Introducing OT Blog's Artist of the Week series! Each week, a different artist, writer, performer, or other emerging voice in our region will be profiled and interviewed. (E-mail us at Open Thread if you're interested in being profiled! Unfortunately, there are only so many weeks in the year, but we'll do our best to feature you!)
First up: sculptor, illustrator, writer, chef, and all-around policy maven Laura Miller!
About Laura Miller
If you'd like to know what a real Renaissance woman looks like, look no further than Laura Miller, 22, of Squirrel Hill. Fresh off a BFA in Art and Ethics, History, and Public Policy (Yes, that is in fact what her diploma says.) from Carnegie Mellon University, where she graduated with honors, Laura decided to stay put. (Read her interview, and you'll understand why.)
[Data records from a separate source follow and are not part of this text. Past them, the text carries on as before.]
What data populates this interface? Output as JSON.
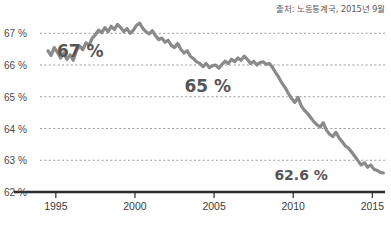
{
  "source_note": "출처: 노동통계국, 2015년 9월",
  "colors": {
    "line": "#8a8a8a",
    "gridline": "#9a9a9a",
    "axis": "#2b2b2b",
    "text": "#4a4a4a",
    "annotation": "#555555",
    "background": "#ffffff"
  },
  "annotations": [
    {
      "name": "annot-67",
      "text": "67 %",
      "x": 2.55,
      "y": 66.45
    },
    {
      "name": "annot-65",
      "text": "65 %",
      "x": 10.6,
      "y": 65.35
    },
    {
      "name": "annot-626",
      "text": "62.6 %",
      "x": 16.5,
      "y": 62.52
    }
  ],
  "chart_data": {
    "type": "line",
    "title": "",
    "subtitle": "",
    "xlabel": "",
    "ylabel": "",
    "xlim": [
      1994.0,
      2015.8
    ],
    "ylim": [
      62.0,
      67.45
    ],
    "grid": true,
    "grid_axis": "y",
    "legend": "none",
    "y_ticks": [
      62,
      63,
      64,
      65,
      66,
      67
    ],
    "y_ticklabels": [
      "62 %",
      "63 %",
      "64 %",
      "65 %",
      "66 %",
      "67 %"
    ],
    "x_ticks": [
      1995,
      2000,
      2005,
      2010,
      2015
    ],
    "x_ticklabels": [
      "1995",
      "2000",
      "2005",
      "2010",
      "2015"
    ],
    "series": [
      {
        "name": "Labor force participation rate",
        "units": "percent",
        "x": [
          1994.5,
          1994.7,
          1994.9,
          1995.1,
          1995.3,
          1995.5,
          1995.7,
          1995.9,
          1996.1,
          1996.3,
          1996.5,
          1996.7,
          1996.9,
          1997.1,
          1997.3,
          1997.5,
          1997.7,
          1997.9,
          1998.1,
          1998.3,
          1998.5,
          1998.7,
          1998.9,
          1999.1,
          1999.3,
          1999.5,
          1999.7,
          1999.9,
          2000.1,
          2000.3,
          2000.5,
          2000.7,
          2000.9,
          2001.1,
          2001.3,
          2001.5,
          2001.7,
          2001.9,
          2002.1,
          2002.3,
          2002.5,
          2002.7,
          2002.9,
          2003.1,
          2003.3,
          2003.5,
          2003.7,
          2003.9,
          2004.1,
          2004.3,
          2004.5,
          2004.7,
          2004.9,
          2005.1,
          2005.3,
          2005.5,
          2005.7,
          2005.9,
          2006.1,
          2006.3,
          2006.5,
          2006.7,
          2006.9,
          2007.1,
          2007.3,
          2007.5,
          2007.7,
          2007.9,
          2008.1,
          2008.3,
          2008.5,
          2008.7,
          2008.9,
          2009.1,
          2009.3,
          2009.5,
          2009.7,
          2009.9,
          2010.1,
          2010.3,
          2010.5,
          2010.7,
          2010.9,
          2011.1,
          2011.3,
          2011.5,
          2011.7,
          2011.9,
          2012.1,
          2012.3,
          2012.5,
          2012.7,
          2012.9,
          2013.1,
          2013.3,
          2013.5,
          2013.7,
          2013.9,
          2014.1,
          2014.3,
          2014.5,
          2014.7,
          2014.9,
          2015.1,
          2015.3,
          2015.5,
          2015.7
        ],
        "y": [
          66.45,
          66.3,
          66.55,
          66.4,
          66.22,
          66.38,
          66.18,
          66.32,
          66.15,
          66.45,
          66.6,
          66.48,
          66.7,
          66.62,
          66.85,
          66.95,
          67.1,
          67.02,
          67.18,
          67.05,
          67.22,
          67.12,
          67.28,
          67.18,
          67.05,
          67.15,
          67.0,
          67.1,
          67.25,
          67.32,
          67.15,
          67.05,
          66.98,
          67.08,
          66.92,
          66.8,
          66.85,
          66.72,
          66.78,
          66.62,
          66.55,
          66.68,
          66.5,
          66.38,
          66.45,
          66.28,
          66.2,
          66.1,
          66.05,
          65.95,
          66.05,
          65.92,
          65.98,
          66.0,
          65.9,
          66.02,
          66.12,
          66.05,
          66.18,
          66.1,
          66.22,
          66.15,
          66.28,
          66.18,
          66.05,
          66.12,
          66.0,
          66.08,
          66.1,
          66.02,
          66.05,
          65.92,
          65.75,
          65.6,
          65.42,
          65.28,
          65.1,
          64.95,
          64.82,
          64.98,
          64.72,
          64.58,
          64.48,
          64.35,
          64.22,
          64.12,
          64.05,
          64.18,
          63.95,
          63.82,
          63.75,
          63.88,
          63.7,
          63.58,
          63.45,
          63.38,
          63.25,
          63.12,
          62.98,
          62.85,
          62.92,
          62.78,
          62.85,
          62.72,
          62.68,
          62.62,
          62.6
        ]
      }
    ],
    "annotation_values": {
      "peak_label": "67 %",
      "mid_label": "65 %",
      "latest_label": "62.6 %"
    }
  }
}
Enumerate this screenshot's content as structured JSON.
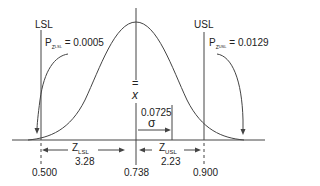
{
  "diagram": {
    "type": "normal-distribution-process-capability",
    "lsl_label": "LSL",
    "usl_label": "USL",
    "p_lsl": {
      "symbol": "P",
      "subscript": "Z",
      "subsubscript": "LSL",
      "value_text": "= 0.0005"
    },
    "p_usl": {
      "symbol": "P",
      "subscript": "Z",
      "subsubscript": "USL",
      "value_text": "= 0.0129"
    },
    "mean_symbol": "x",
    "mean_bar": "=",
    "sigma_value": "0.0725",
    "sigma_symbol": "σ",
    "z_lsl": {
      "symbol": "Z",
      "subscript": "LSL",
      "value": "3.28"
    },
    "z_usl": {
      "symbol": "Z",
      "subscript": "USL",
      "value": "2.23"
    },
    "axis_ticks": [
      "0.500",
      "0.738",
      "0.900"
    ],
    "colors": {
      "line": "#333333",
      "background": "#ffffff"
    }
  }
}
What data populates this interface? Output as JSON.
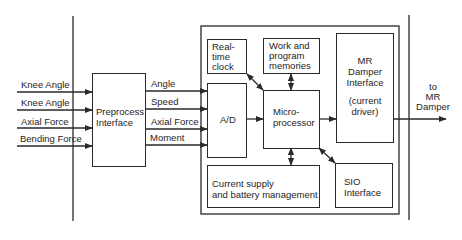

Straight from the Artist's Mouth!
OT Blog: What is your relationship to Pittsburgh and the surrounding region? You left and then came back, correct?
Laura Miller: Yes. I feel like Pittsburgh is very much a part of who I am and how I came to be an artist, historian, and policy person. I think something happened when I was young that influenced this. When I was little living in Pittsburgh I spent a lot of time with my grandparents, my mother's parents. I learned from them to appreciate and reflect upon the environment around me, and I came to crave learning about the past in order to figure out what to do in the future. Also when I was very small I just loved Pittsburgh, but not in just a civic pride sort of way, or a competitive way, but where I felt like my emotions and perceptions of the world were formed by the geography of Pittsburgh. So when I left - even though we moved when I was eight - Pittsburgh was the only place that ever felt like home to me. I lived in Nashville for ten years, but I knew I would never stay. I simply counted down the days until I could leave, and then I left. Pittsburgh is my spine.
OT: What sort of environment has this been for your work?
LM: Well, Pittsburgh is my home base. I feel like I can do great art and be creative outside of Pittsburgh, but the work that I do pretty much always relates to how I see the world, and that developed in Pittsburgh. So while I guess it would be interesting to take my work out of the Pittsburgh environment, so much of my work up to this point has been about interacting with the people around me. Over the past five years those people have been in Pittsburgh.
OT: Your strongest interests outside of art - history and food - seem to maintain a pretty strong presence in your artwork. What other interests have manifested themselves in your work? Is it a conscious decision?
LM: Let's see. I have a strong interest in death, dealing with it, and fear of it. It has been a big thing for me in the past, not as much now as before. Yes, I was aware of the death. It was kind of inevitable given how I was thinking about the world at the time. But to answer the question I wouldn't say that history and food are my interests outside of art, I think those are two of my interests in art, as you (sort of) said. Public Policy is another interest I have in art. As I am living it, the policy work I do is my art piece, when I talk to people and socialize in a deliberate way, that is my art piece as well. There is a beauty in interacting with people, and I want that to be a part of my art.
OT: What can OT Blog readers expect to hear from you in the coming months?
LM: I've been working on RV Eatin. I plan to continue that into December. In 2009, I would like to get more involved in the policy arena, and I've already started working for the Jason Altmire campaign. I would like to continue making art in Pittsburgh - but we'll see where policy takes me!